This may be obvious to some, but it is posted for the benefit of
the rest. This distributed programming project is beginning to
directly pass some state between nodes. One thing we _can_not_
assume is that all node's clocks will be synchronized. It is
Wrong to ever send an absolute timestamp (wall-clock time) in any
message between two nodes. It IS valid to use relative times;
however, there may be incoming messages in transit, at the point
in time when another message is sent out. So the receiver can only
"obey" this message once it is received. The issue is that we do
not have atomic (send+receive) operations. As messaging begins to
address very small timescales (say, under two seconds), we run the
risk of discounting the network latency. This is why I would
encourage data variables in messages to reference time in larger
scales. For instance, a rate can be specified in events/second ,
or events/hour. While a rate can be scaled to use any other unit
of time, if this rate involves network communications, it /may/
be beneficial to name variables in units that are greater than a
second.

As an example, you may wish to say "please don't send me any
messages of type X from now on," but there may already be one on
the way. The word now has a different meaning to the sender
and the receiver.

I just want people to keep this in mind, before writing code to
pass messages that involve time. If we begin to make measurements
of a remote node's willingness to obey our desires, we must
recognize that these commands _cannot_ be obeyed "perfectly," and
must take account of this fuzziness.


_WHAT TO PRODUCE_
Repeat each line of the material below exactly as it appears, minus any pictures.

_PROVIDED DATA_
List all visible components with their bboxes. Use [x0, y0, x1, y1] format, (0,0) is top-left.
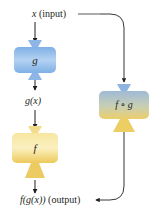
input-note: (input): [39, 8, 66, 19]
machine-g-label: g: [14, 54, 56, 66]
machine-f-label: f: [12, 142, 58, 154]
output-note: (output): [48, 194, 80, 205]
input-variable: x: [32, 8, 36, 19]
output-expression: f(g(x)): [20, 194, 46, 205]
intermediate-label: g(x): [25, 95, 41, 107]
input-label: x (input): [32, 8, 66, 20]
machine-fog-label: f ∘ g: [99, 99, 149, 110]
output-label: f(g(x)) (output): [20, 194, 80, 206]
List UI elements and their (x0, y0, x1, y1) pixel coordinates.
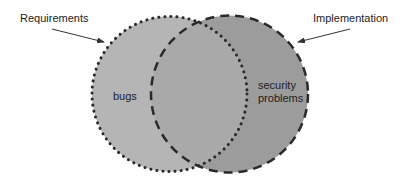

_COMPLETED TASK_
List all visible components with their bboxes. Use [x0, y0, x1, y1] format, (0,0) is top-left.
input-note: (input): [39, 8, 66, 19]
machine-g-label: g: [14, 54, 56, 66]
machine-f-label: f: [12, 142, 58, 154]
output-note: (output): [48, 194, 80, 205]
input-variable: x: [32, 8, 36, 19]
output-expression: f(g(x)): [20, 194, 46, 205]
intermediate-label: g(x): [25, 95, 41, 107]
input-label: x (input): [32, 8, 66, 20]
machine-fog-label: f ∘ g: [99, 99, 149, 110]
output-label: f(g(x)) (output): [20, 194, 80, 206]
List UI elements and their (x0, y0, x1, y1) pixel coordinates.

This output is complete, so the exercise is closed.